The scope of work includes surveying potential tree planting sites, preparing new tree basins, conducting community outreach, planting and watering the 3,500 new trees during their three-year establishment period. They will be added to Public Works’ tree maintenance portfolio.
PRESS RELEASE: San Francisco Awarded $12 Million Federal Grant to Plant Thousands of New Street Trees to Fight Climate Change and Provide Green Jobs
In the summer of 2023, the Bureau of Urban Forestry, with the support of City Hall and numerous community organizations, applied for the historic United States Department of Agriculture’s Forest Service Inflation Reduction Act grant. Later that year, aftera highly competitive review process, San Francisco Public Works received the largest grant of any applicant in the State of California, $12 million, enabling the City to plant an additional 3,500 trees in San Francisco’s low-canopy disadvantaged census tracts. The grant specifically aims to counter the negative impacts of global warming, i by reducing carbon and providing cooling shade. The initiative also provides much-needed economic investment by by creating green jobs in impacted neighborhoods.
Our urban forestry inspectors have begun identifying suitable tree basins in grant areas and we anticipate first plantings to begin in late 2024, early 2025. We will engage community members in the planting process through community events and public service announcements and with support from nonprofit organizations in the Bayview-Hunters Point, Civic Center, South of Market, Mission and Tenderloin neighborhoods.
The grant comes as Public Works is activating its new Street Tree Nursery located in the South of Market neighborhood on underutilized Caltrans land near Fifth and Bryant streets. Opened in November 2023, the nursery will serve as a hub for the planting initiatives and workforce training.

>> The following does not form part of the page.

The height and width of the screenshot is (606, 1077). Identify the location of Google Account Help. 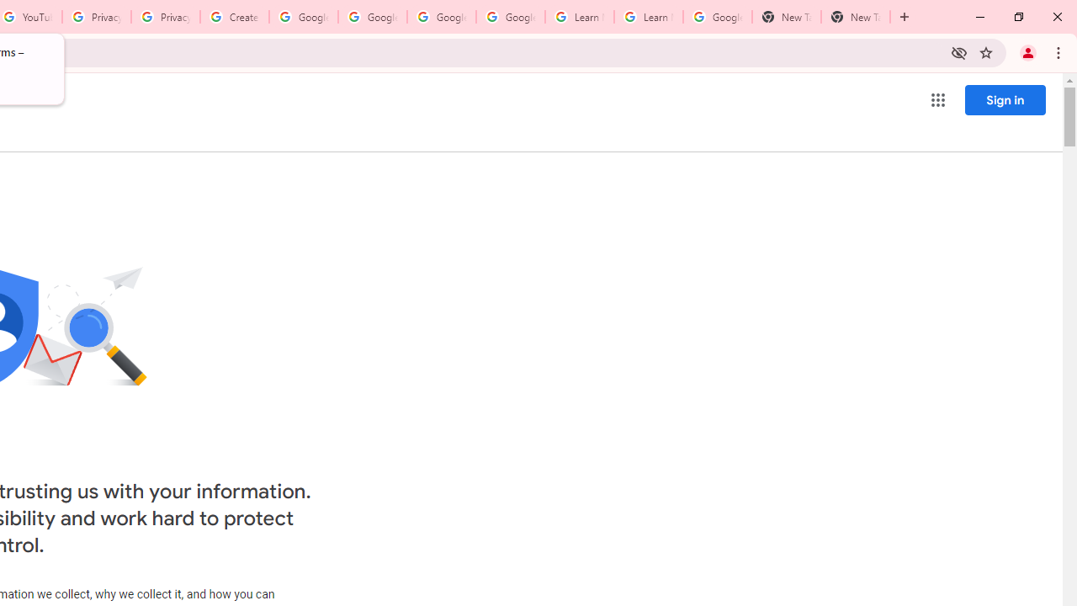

San Francisco trails many large U.S. cities with one of the smallest urban tree canopies, with just 13.7% of the ground when viewed from above sheltered by the leaves and branches of trees. The national average is 27.1%. San Francisco’s tree canopy is also inequitably distributed among the City’s neighborhoods, with underserved census tracts having only about half the canopy at 8%, when compared with the 15% canopy coverage in other census tracts.

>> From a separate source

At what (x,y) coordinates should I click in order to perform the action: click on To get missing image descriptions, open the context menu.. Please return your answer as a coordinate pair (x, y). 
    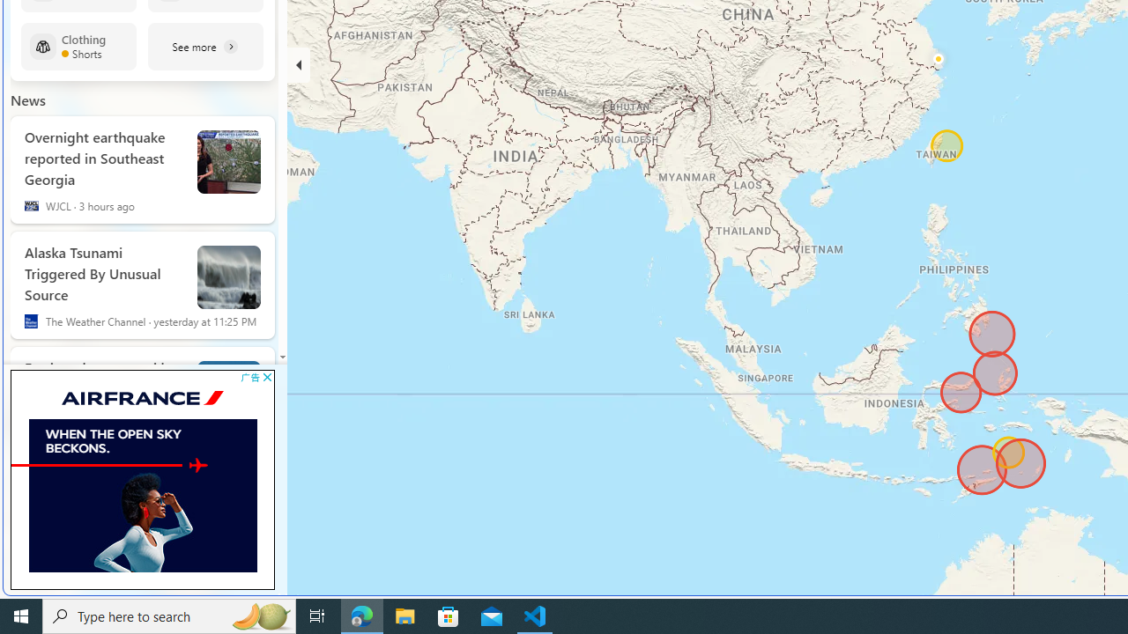
    Looking at the image, I should click on (234, 465).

While Public Works runs the StreetTreeSF program approved with overwhelming voter support in 2016 that sets aside $19 million annually for maintenance of the City’s 125,000-plus street trees, that local funding source is earmarked for tree maintenance, not planting trees. Our 2014 Urban Forest Plan established the groundwork for StreetTreeSF’s mission and offers a vision and strategy to ensure an expanded, healthy and thriving urban forest now and for the future
Despite the success of the long-term tree maintenance StreetTreeSF program, which has been heralded as a model for urban forestry management in the United States, San Francisco has struggled to secure sustainable funding for tree planting, leaving thousands of potential tree-planting sites unused. Our Planting Strategy calls for planting 30,000 new street trees by 2040. This grant will accelerate our stride toward achieving that goal.
“Planting trees is one of the best tools we have to fight climate change and protect residents from extreme heat, yet too many of our urban areas lack sufficient tree canopies,” said the late Sen. Dianne Feinstein, D-California, in announcing the grant recipients. “This grant funding will help more cities and towns plant and maintain trees, which in turn will filter out pollution, reduce energy consumption, lower temperatures and provide more Californians access to green spaces in their communities.”